To verify the hypothesis, we designed two scenarios. One was the addition of new DDT to the system during the digestive ripening process; the other was reducing the digestive ripening temperature. In the first one, 2.5 μL new DDT was added to the solution of the Au NPs after reflux at 136 °C for 12 h, followed by another 12 h reflux. As shown in Additional file 1: Figure S1, the size distribution was only 7.0%, much lower than that of Au NPs after continuous reflux for 24 h. It suggested the new DDT took effective digestive ripening, implying the original DDT in the solution lost its effectiveness. In the other case, the heating temperature was decreased from 136 to 70 °C. As shown in Additional file 1: Figure S2 and Figure S3. The equilibrium time of digestive ripening can be achieved in 20 h, and afterwards, the size distribution of Au NPs nearly kept constant at least for another 12 h. It suggested that it was the high temperature that damaged the DDT. The two experiments confirmed the assumption and moreover demonstrated that the temperature and time made a difference to digestive ripening.

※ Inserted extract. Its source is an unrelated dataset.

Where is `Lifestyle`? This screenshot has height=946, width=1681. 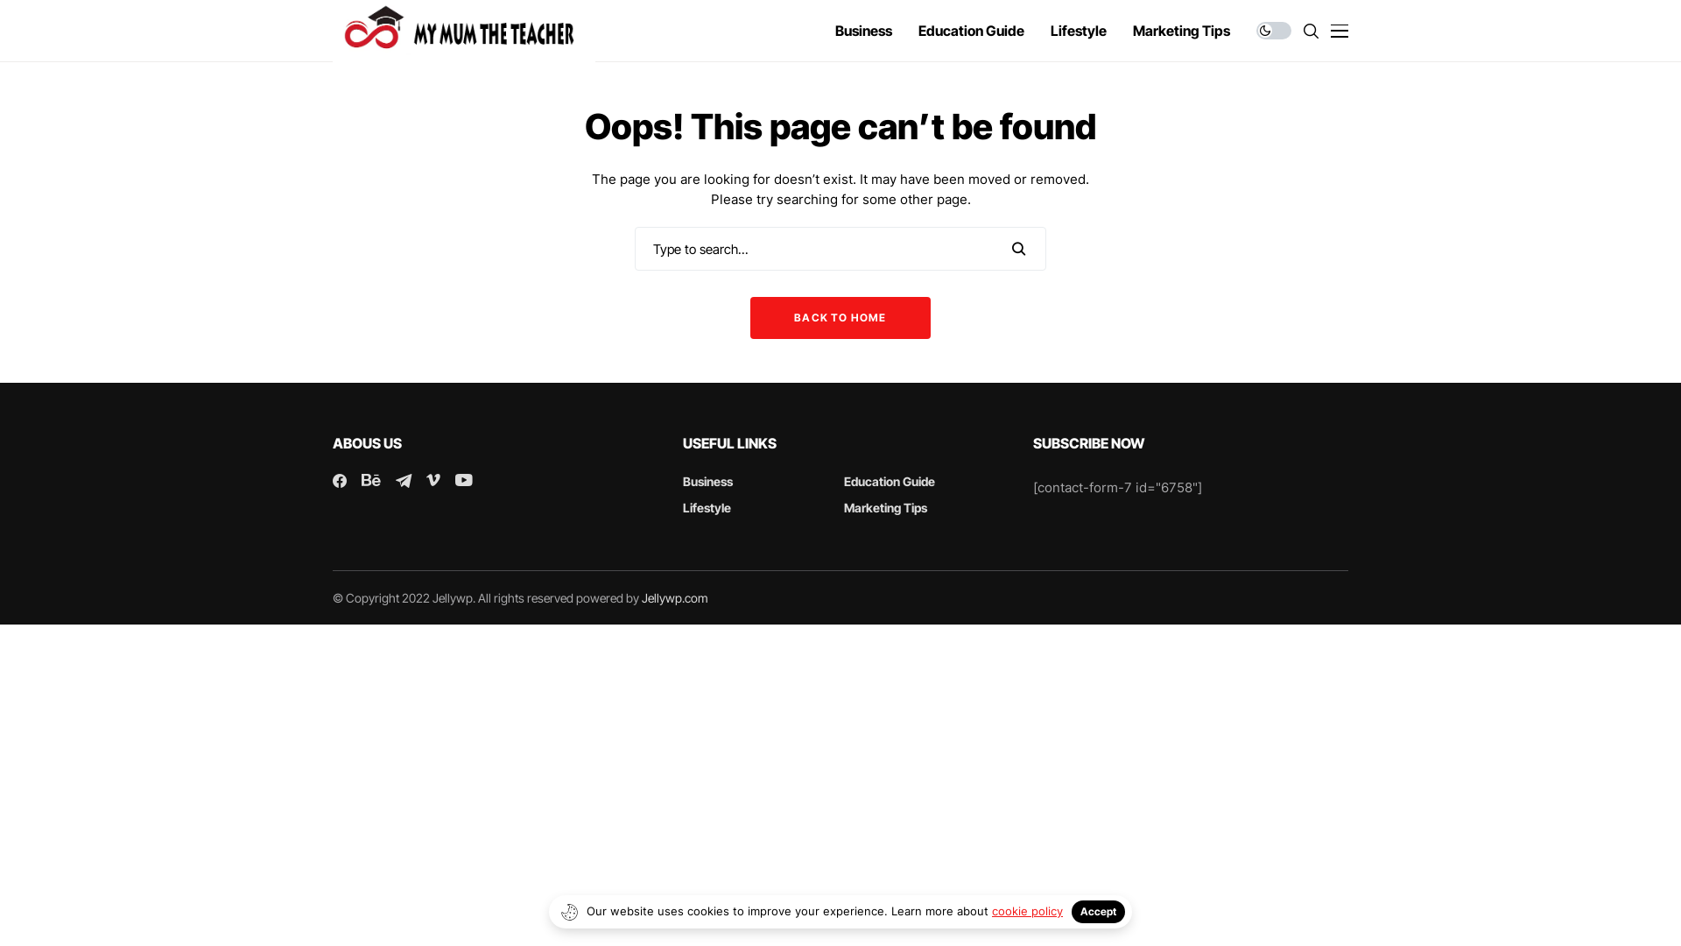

The above study suggested that in digestive ripening, high solvent polarity and appropriate combination of temperature and time was crucial to the nanoparticles distribution. Based on the obtained experiments, we chose a high polarity benzol solvent, p-chlorotoluene (whose dielectric constant is 6.25 [25]), as the solvent to perform digestive ripening at 136 °C for 16 h. The TEM image and corresponding size distribution histogram were depicted in Fig. 5a, b. As desired, the high-quality monodisperse Au NPs was obtained, and the relative standard deviation could reach as low as 4.8%. Through simple solvent evaporation, the monodisperse nanoparticles could be self-assembled into the superlattices as shown in Fig. 5c, d. This result confirmed the importance of the solvent in digestive ripening and showed the promise of the method.

Fig. 5
figure 5

Au nanoparticles obtained in p-chlorotoluene solvent by reflux at 136 °C for 16 h. a TEM image. b The corresponding particle size histogram. c The superlattices image. d The corresponding fast fourier transform

Conclusions

This work was focused on the influence of the solvents on the size distribution of the nanoparticles in digestive ripening. The experiments indicated that for the benzol solvents, the distribution could decrease remarkably with the increase of the polarity. This could be interpreted by the Gibbs free energy of a spherically charged particle. Higher solvent polarity could lead to lower energy of the nanoparticles, which may consequently reduce the polydispersity of the nanoparticles. Through adjusting the solvent polarity, the high-quality Au NPs with 4.8% relative standard deviation and corresponding supperlattices have been achieved. Verifying the effectiveness of the method in synthesis and self-assembly. Combined with simple and facile synthesis method, the digestive ripening in an appropriate solvent could be a promising and practical approach to obtain monodispersed nanoparicles, having great potential in the nanoscience.